TEI Hackathon: Report by Elena Spadini

Name: Elena Spadini,
Twitter: @spadinelena
Email: elena.spadini@huygens.knaw.nl

Project:  ODD visualization

Contribution: Discussion of the different steps with all the others.

Transformation from .odd to flat odd and then to .json

Contribution to the final design.

Documentation:

All links are available at https://docs.google.com/document/d/1u77xtS1WncnkjCwR9CpTfOYeW65q7meaXz7PM-Y5Tno/edit#heading=h.6w2vysqik2f4

Conclusions: 

Final Product

http://tei.it.ox.ac.uk/Hackathon/odd/visualizer/index.html

Findings

We first discussed if and why it is interesting to have an ODD visualization. It can be useful both during the transcription stage, during which probably the schema continues to evolve; at the end of the process, to check immediatly and intuitive which are the mark-up “zones” where the customization was mainly working; to compare easily different customizations.
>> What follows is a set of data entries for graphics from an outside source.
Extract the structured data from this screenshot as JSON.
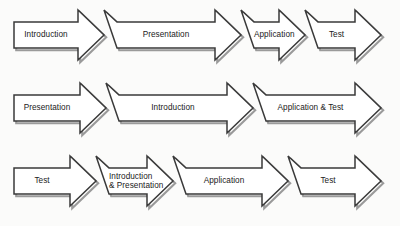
{
  "diagram": {
    "background_color": "#fbfbfa",
    "outline_color": "#3a3a3a",
    "fill_color": "#ffffff",
    "shadow_color": "#9a9a9a",
    "text_color": "#1a1a1a",
    "rows": [
      {
        "name": "row-1",
        "segments": [
          {
            "label": "Introduction",
            "lines": [
              "Introduction"
            ]
          },
          {
            "label": "Presentation",
            "lines": [
              "Presentation"
            ]
          },
          {
            "label": "Application",
            "lines": [
              "Application"
            ]
          },
          {
            "label": "Test",
            "lines": [
              "Test"
            ]
          }
        ]
      },
      {
        "name": "row-2",
        "segments": [
          {
            "label": "Presentation",
            "lines": [
              "Presentation"
            ]
          },
          {
            "label": "Introduction",
            "lines": [
              "Introduction"
            ]
          },
          {
            "label": "Application & Test",
            "lines": [
              "Application & Test"
            ]
          }
        ]
      },
      {
        "name": "row-3",
        "segments": [
          {
            "label": "Test",
            "lines": [
              "Test"
            ]
          },
          {
            "label": "Introduction & Presentation",
            "lines": [
              "Introduction",
              "& Presentation"
            ]
          },
          {
            "label": "Application",
            "lines": [
              "Application"
            ]
          },
          {
            "label": "Test",
            "lines": [
              "Test"
            ]
          }
        ]
      }
    ]
  },
  "geometry": {
    "rows": [
      {
        "top": 13,
        "body_top": 22,
        "body_bottom": 48,
        "head_top": 10,
        "head_bottom": 60,
        "x_start": 14,
        "x_end": 381,
        "boundaries": [
          104,
          241,
          305
        ],
        "notched": [
          false,
          true,
          true,
          true
        ]
      },
      {
        "top": 86,
        "body_top": 95,
        "body_bottom": 121,
        "head_top": 83,
        "head_bottom": 133,
        "x_start": 14,
        "x_end": 381,
        "boundaries": [
          106,
          253
        ],
        "notched": [
          false,
          true,
          true
        ]
      },
      {
        "top": 159,
        "body_top": 168,
        "body_bottom": 194,
        "head_top": 156,
        "head_bottom": 206,
        "x_start": 14,
        "x_end": 381,
        "boundaries": [
          96,
          173,
          288
        ],
        "notched": [
          false,
          true,
          true,
          true
        ]
      }
    ],
    "head_length": 26,
    "notch_depth": 13
  }
}
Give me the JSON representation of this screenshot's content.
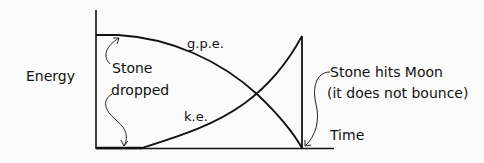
{
  "diagram": {
    "y_axis_label": "Energy",
    "x_axis_label": "Time",
    "curves": [
      {
        "name": "g.p.e.",
        "description": "gravitational potential energy, starts at maximum and decreases with increasing slope to zero at impact"
      },
      {
        "name": "k.e.",
        "description": "kinetic energy, starts at zero and increases to maximum at impact, then drops vertically to zero"
      }
    ],
    "annotations": {
      "stone_dropped_line1": "Stone",
      "stone_dropped_line2": "dropped",
      "impact_line1": "Stone hits Moon",
      "impact_line2": "(it does not bounce)"
    },
    "colors": {
      "ink": "#111111",
      "background": "#fbfbfb"
    }
  }
}
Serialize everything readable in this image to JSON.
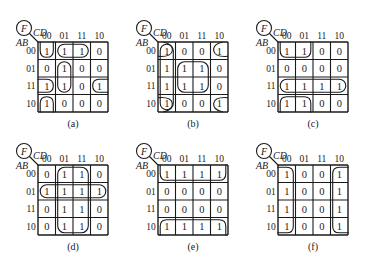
{
  "figure": {
    "var_label": "F",
    "col_var": "CD",
    "row_var": "AB",
    "col_headers": [
      "00",
      "01",
      "11",
      "10"
    ],
    "row_headers": [
      "00",
      "01",
      "11",
      "10"
    ],
    "line_color": "#1a1a1a"
  },
  "kmaps": [
    {
      "id": "a",
      "caption": "(a)",
      "x": 10,
      "y": 10,
      "cells": [
        [
          "1",
          "1",
          "1",
          "0"
        ],
        [
          "0",
          "1",
          "0",
          "0"
        ],
        [
          "1",
          "1",
          "0",
          "1"
        ],
        [
          "1",
          "0",
          "0",
          "0"
        ]
      ],
      "groups": [
        {
          "desc": "AB=00..? CD=00 U-shape top",
          "r0": 0,
          "c0": 0,
          "r1": 0,
          "c1": 0,
          "open": "top"
        },
        {
          "desc": "row00 CD=01,11",
          "r0": 0,
          "c0": 1,
          "r1": 0,
          "c1": 2,
          "open": "none"
        },
        {
          "desc": "col01 rows01,11",
          "r0": 1,
          "c0": 1,
          "r1": 2,
          "c1": 1,
          "open": "none"
        },
        {
          "desc": "row11 wrap left",
          "r0": 2,
          "c0": 0,
          "r1": 2,
          "c1": 0,
          "open": "left"
        },
        {
          "desc": "row11 wrap right",
          "r0": 2,
          "c0": 3,
          "r1": 2,
          "c1": 3,
          "open": "right"
        },
        {
          "desc": "row10 col00 bottom",
          "r0": 3,
          "c0": 0,
          "r1": 3,
          "c1": 0,
          "open": "bottom"
        }
      ]
    },
    {
      "id": "b",
      "caption": "(b)",
      "x": 130,
      "y": 10,
      "cells": [
        [
          "1",
          "0",
          "0",
          "1"
        ],
        [
          "1",
          "1",
          "1",
          "0"
        ],
        [
          "1",
          "1",
          "1",
          "0"
        ],
        [
          "1",
          "0",
          "0",
          "1"
        ]
      ],
      "groups": [
        {
          "desc": "column 00",
          "r0": 0,
          "c0": 0,
          "r1": 3,
          "c1": 0,
          "open": "none"
        },
        {
          "desc": "center quad",
          "r0": 1,
          "c0": 1,
          "r1": 2,
          "c1": 2,
          "open": "none"
        },
        {
          "desc": "corner TL",
          "r0": 0,
          "c0": 0,
          "r1": 0,
          "c1": 0,
          "open": "topleft"
        },
        {
          "desc": "corner TR",
          "r0": 0,
          "c0": 3,
          "r1": 0,
          "c1": 3,
          "open": "topright"
        },
        {
          "desc": "corner BL",
          "r0": 3,
          "c0": 0,
          "r1": 3,
          "c1": 0,
          "open": "bottomleft"
        },
        {
          "desc": "corner BR",
          "r0": 3,
          "c0": 3,
          "r1": 3,
          "c1": 3,
          "open": "bottomright"
        }
      ]
    },
    {
      "id": "c",
      "caption": "(c)",
      "x": 250,
      "y": 10,
      "cells": [
        [
          "1",
          "1",
          "0",
          "0"
        ],
        [
          "0",
          "0",
          "0",
          "0"
        ],
        [
          "1",
          "1",
          "1",
          "1"
        ],
        [
          "1",
          "1",
          "0",
          "0"
        ]
      ],
      "groups": [
        {
          "desc": "row00 cols00-01 top",
          "r0": 0,
          "c0": 0,
          "r1": 0,
          "c1": 1,
          "open": "top"
        },
        {
          "desc": "row11 full",
          "r0": 2,
          "c0": 0,
          "r1": 2,
          "c1": 3,
          "open": "none"
        },
        {
          "desc": "row10 cols00-01 bottom",
          "r0": 3,
          "c0": 0,
          "r1": 3,
          "c1": 1,
          "open": "bottom"
        }
      ]
    },
    {
      "id": "d",
      "caption": "(d)",
      "x": 10,
      "y": 133,
      "cells": [
        [
          "0",
          "1",
          "1",
          "0"
        ],
        [
          "1",
          "1",
          "1",
          "1"
        ],
        [
          "0",
          "1",
          "1",
          "0"
        ],
        [
          "0",
          "1",
          "1",
          "0"
        ]
      ],
      "groups": [
        {
          "desc": "cols 01-11 full",
          "r0": 0,
          "c0": 1,
          "r1": 3,
          "c1": 2,
          "open": "none"
        },
        {
          "desc": "row01 full",
          "r0": 1,
          "c0": 0,
          "r1": 1,
          "c1": 3,
          "open": "none"
        }
      ]
    },
    {
      "id": "e",
      "caption": "(e)",
      "x": 130,
      "y": 133,
      "cells": [
        [
          "1",
          "1",
          "1",
          "1"
        ],
        [
          "0",
          "0",
          "0",
          "0"
        ],
        [
          "0",
          "0",
          "0",
          "0"
        ],
        [
          "1",
          "1",
          "1",
          "1"
        ]
      ],
      "groups": [
        {
          "desc": "row00 top",
          "r0": 0,
          "c0": 0,
          "r1": 0,
          "c1": 3,
          "open": "top"
        },
        {
          "desc": "row10 bottom",
          "r0": 3,
          "c0": 0,
          "r1": 3,
          "c1": 3,
          "open": "bottom"
        }
      ]
    },
    {
      "id": "f",
      "caption": "(f)",
      "x": 250,
      "y": 133,
      "cells": [
        [
          "1",
          "0",
          "0",
          "1"
        ],
        [
          "1",
          "0",
          "0",
          "1"
        ],
        [
          "1",
          "0",
          "0",
          "1"
        ],
        [
          "1",
          "0",
          "0",
          "1"
        ]
      ],
      "groups": [
        {
          "desc": "col00 left",
          "r0": 0,
          "c0": 0,
          "r1": 3,
          "c1": 0,
          "open": "left"
        },
        {
          "desc": "col10 right",
          "r0": 0,
          "c0": 3,
          "r1": 3,
          "c1": 3,
          "open": "right"
        }
      ]
    }
  ]
}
We found that the xslt from .odd to .json doesn’t take into account all datas: for instance, if a list of values for an attribute is closed or not and which are the mandatory ones or the suggested ones.

Learning outcomes

Discover the existence of some resources, as the d3 gallery (https://github.com/mbostock/d3/wiki/Gallery) or the tapasproject.org

Use for the first time new resources, as the different xslt stylesheets for TEI.
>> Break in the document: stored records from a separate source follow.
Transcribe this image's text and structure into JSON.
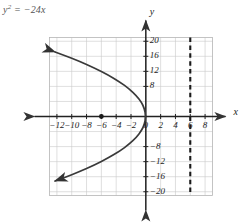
{
  "figure": {
    "equation_label": "y",
    "equation_sup": "2",
    "equation_rest": " = −24x",
    "x_axis_name": "x",
    "y_axis_name": "y"
  },
  "chart_data": {
    "type": "line",
    "xlabel": "x",
    "ylabel": "y",
    "xlim": [
      -13,
      9
    ],
    "ylim": [
      -21,
      21
    ],
    "grid": true,
    "grid_step_x": 2,
    "grid_step_y": 4,
    "legend": "none",
    "x_ticks": [
      -12,
      -10,
      -8,
      -6,
      -4,
      -2,
      0,
      2,
      4,
      6,
      8
    ],
    "x_tick_labels": [
      "−12",
      "−10",
      "−8",
      "−6",
      "−4",
      "−2",
      "0",
      "2",
      "4",
      "6",
      "8"
    ],
    "y_ticks": [
      -20,
      -16,
      -12,
      -8,
      8,
      12,
      16,
      20
    ],
    "y_tick_labels": [
      "−20",
      "−16",
      "−12",
      "−8",
      "8",
      "12",
      "16",
      "20"
    ],
    "series": [
      {
        "name": "parabola y² = −24x",
        "equation": "y^2 = -24x",
        "opens": "left",
        "vertex": [
          0,
          0
        ],
        "style": "solid",
        "arrowheads": [
          "start",
          "end"
        ],
        "points": [
          [
            -12.25,
            17.15
          ],
          [
            -11.0,
            16.25
          ],
          [
            -9.0,
            14.7
          ],
          [
            -7.0,
            12.96
          ],
          [
            -5.0,
            10.95
          ],
          [
            -3.5,
            9.17
          ],
          [
            -2.25,
            7.35
          ],
          [
            -1.25,
            5.48
          ],
          [
            -0.6,
            3.79
          ],
          [
            -0.2,
            2.19
          ],
          [
            0,
            0
          ],
          [
            -0.2,
            -2.19
          ],
          [
            -0.6,
            -3.79
          ],
          [
            -1.25,
            -5.48
          ],
          [
            -2.25,
            -7.35
          ],
          [
            -3.5,
            -9.17
          ],
          [
            -5.0,
            -10.95
          ],
          [
            -7.0,
            -12.96
          ],
          [
            -9.0,
            -14.7
          ],
          [
            -11.0,
            -16.25
          ],
          [
            -12.25,
            -17.15
          ]
        ]
      },
      {
        "name": "directrix",
        "type": "vertical-line",
        "style": "dashed",
        "x": 6
      }
    ],
    "points": [
      {
        "name": "focus",
        "coords": [
          -6,
          0
        ],
        "marker": "filled-circle"
      }
    ]
  }
}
Most of all: enjoyng the discussion with scholars with different professional skills and approaches.

 

TEI Hackathon: Report by Raffaele Viglianti

Name: Raffaele Viglianti
twitter: @raffazizzi
The project
We wanted to visualize some aspects of a given ODD specification to aid the creation process, or to help the understanding of someone else’s ODD.
There are some precedent attempts at doing this: Byzantium (http://tei.it.ox.ac.uk/Byzantium/) already visualizes basic information about what your ODD includes or excludes; Gregor Middell’s visualization (http://gregor.middell.net/roma/) already shows relationships between classes and elements in TEI.
We attempted to quantify *how much* an ODD has been customized and show graphically which parts have been curated more and which less.
My contribution
I worked on the architecture of this small app and programmed a scoring system that we previously sketched as a group.
First, the app imports a JSON version of the full TEI P5 ODD; then it imports the compiled ODD of a customization (in JSON).
Second, the ODDs are compared and scoring is calculated for each TEI element. These are the changes affecting the score (in parenthesis there are changes discussed, but not implemented):
* changed element description
* added attribute
* added attribute *value* (e.g. by restricting values for @type) <— this is by far the most common change
* (added elements)
* (added constraint / schematron rule)
* (number of examples provided via <exemplum>)
Finally, the resulting object is passed on to a d3.js component for visualization (Nick worked on that part)
Deliverables
ODD being visualized (prepared by James Cummings): https://github.com/raffazizzi/Hackathon/blob/master/odd/test-odds/james.odd
Findings / goal
ODD is difficult and associate with advanced TEI users. But it needs to be the gateway to TEI and a constant companion to the life of a TEI project. We’ve been trying to figure out whether visualization can make ODD clearer and less daunting. Hard to tell with our simple visualization, but I think we had a consensus in the group that this is the way forward.
Not neglecting the power users, we think that visualizing ODDs can also help understanding other people’s usage of TEI, particularly when operating on a corpus created by someone else (cfr. Syd Bauman’s concept of “blind interchange“).
What did I learn
I learned that there is willingness to make ODD more accessible across the board; that the official JSON conversion from ODD needs improvement; and that underscore.js has some nice functional methods to deal with collections.